AUSTRALIAN HISTORY - AUSTRALIAN DICTIONARY OF BIOGRAPHY


Australian Dictionary of Biography
Volume 10, 1891-1939, Lat - Ner
Melbourne University Press, 1986.

Published in National Times.

“The Typical Australian”
Reference books supposed to be plundered for bit of information, not devoured from cover to cover like a Dickens novel. There is no denying that the Australian Dictionary of Biography is a standard reference work,, the tenth in a proposed sequence of more than twelve volumes to detail the lives of people who at least set foot on Australia.

This volume is also a delightful read. Well it might be, with its list of principal characters: Daniel Mannix and Sydney Myer, Henry Lawson and Norman Lindsay, Jack Lang and Joe Lyons, Essington Lewis and Walter Lindrum, Nellie Melba and Keith Murdoch, John Monash and Breaker Morant, Hubert Murray and Cardinal Moran.

The pleasure of this text is sustained, not by that galaxy alone, but also by reconstructing the ‘typical Australian’ out of the variety of experiences documented here. The diversity of behaviour makes it a nonsense for biographers to assert that some action was “out of characters”. That rule is as true for national character types as it is for individuals.

So, according to the evidence of volume 10 of the “Australian Book of the Dead”, what was the typical Australian like between 1891 and 1939?

He – and the typical Australian remained male – “cleared salmon gum, gimlet and morrell by chopping and burning and battled the dry climate by carting water, learning by trail and error to avoid the salt”. By 1904, he had purchased a combine harvester from H. V. McKay and, like that industrialist, continued to oppose the basic wage, but unlike that gentleman, our farmer also opposed tariff protection.

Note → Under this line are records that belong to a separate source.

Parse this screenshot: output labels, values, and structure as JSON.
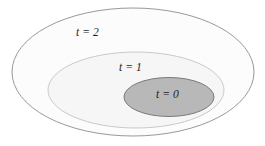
{
  "figure": {
    "background_color": "#ffffff",
    "width": 265,
    "height": 146,
    "labels": {
      "outer": "t = 2",
      "middle": "t = 1",
      "inner": "t = 0"
    }
  },
  "chart_data": {
    "type": "diagram",
    "title": "",
    "subtitle": "",
    "xlabel": "",
    "ylabel": "",
    "grid": false,
    "legend": "none",
    "shapes": [
      {
        "name": "outer-ellipse",
        "label": "t = 2",
        "level": 2,
        "cx": 133,
        "cy": 72,
        "rx": 121,
        "ry": 64,
        "fill": "#fcfcfc",
        "stroke": "#8d8d8d",
        "stroke_width": 0.9,
        "label_x": 82,
        "label_y": 33
      },
      {
        "name": "middle-ellipse",
        "label": "t = 1",
        "level": 1,
        "cx": 136,
        "cy": 90,
        "rx": 88,
        "ry": 38,
        "fill": "#f6f6f6",
        "stroke": "#bdbdbd",
        "stroke_width": 0.8,
        "label_x": 125,
        "label_y": 68
      },
      {
        "name": "inner-ellipse",
        "label": "t = 0",
        "level": 0,
        "cx": 169,
        "cy": 97,
        "rx": 45,
        "ry": 19.5,
        "fill": "#b8b8b8",
        "stroke": "#6f6f6f",
        "stroke_width": 0.9,
        "label_x": 162,
        "label_y": 95
      }
    ],
    "colors": {
      "outer_fill": "#fcfcfc",
      "middle_fill": "#f6f6f6",
      "inner_fill": "#b8b8b8",
      "outline": "#8d8d8d",
      "text": "#1c1c1c",
      "background": "#ffffff"
    }
  }
}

Although his farming responsibilities prevented him from volunteering for the Great War, he found time to assist with the tarring-and-feathering of an anti-conscriptionist neighbour whose offence had been to write an anti-war poem almost 20 year earlier. After the war, our typical Australian diversified into rural distributorships, obtaining the local franchises for goanna oil. He opposed the introduction of myxomatosis for the eradication of rabbits because it would reduce his sales of traps and poisons. As a mark of respect on the day of his death, the Bendigo stock exchange gave no morning call.

His widow, who treasured her memory of a 1921 performance of Chu Chin Chow, became more active in the Country Women’s Association, traveling to meetings in the bigger towns where she took every opportunity to attend the silent pictures which she went on preferring to the talkies.

Their daughter and grand-daughter had both died of the Spanish Flu within hours of each other in September 1919. Polio crippled another grand-daughter in 1937 and although doctors kept her in splits for eight months, she never walked again.

Our legendary one’s older brother had lived as a woman for several years and, thus disguised, did intelligence work in Belgium at the time of the Boer War, but was never effeminate. On returning to Australia, he set up house with a sea captain, inherited that mariner’s fortune and then abandoned the life of a transvestite. He became a professional etymologist and am amateur conchologist who filled his spare hours with philately.

A third brother came home from the war and took himself off to Papua where he closed “the European freebooting saga begun by Cortes in the Sixteenth century”. He treated the natives with respect by always shooting to kill. His marriage happily ended in divorce.

Their half-sister took up painting and moved to Melbourne where her works were deservedly neglected.

The eldest son played Rugby Union and volunteered for the Great War in which he was twice wounded and thrice decorated. He returned to take up wheat growing and National Party politics, which meant that he opposed Australian nationalism. This son eventually won the seat vacated by the State’s attorney-general who, twenty years later, would e convicted of murder an died in a home for the criminally insane. The son’s political career reached its zenith with his chairing of a Royal Commission into fruit, vegetables and jam.

A second son joined the Royal Air Force, was credited with 47 planes brought down, not including his own which he kept crashing, frequently before takeoff. So eager was he to engaged the Hun that eh sometimes bumped into them mid-air. Following one his unexpected landings he had both legs amputated. After rehabilitation, he established a reputation as a wireless engineer with AWA.

The youngest son went to Cambridge in 1933 to study chemistry, became a journalist and joined the Communist Party.

A grandson served for fifteen yeas on the shire council before being run over by a vehicle driven by a council employee.

And that, according to this volume in the humane comedy is the story of how Australians got to be the way were are today.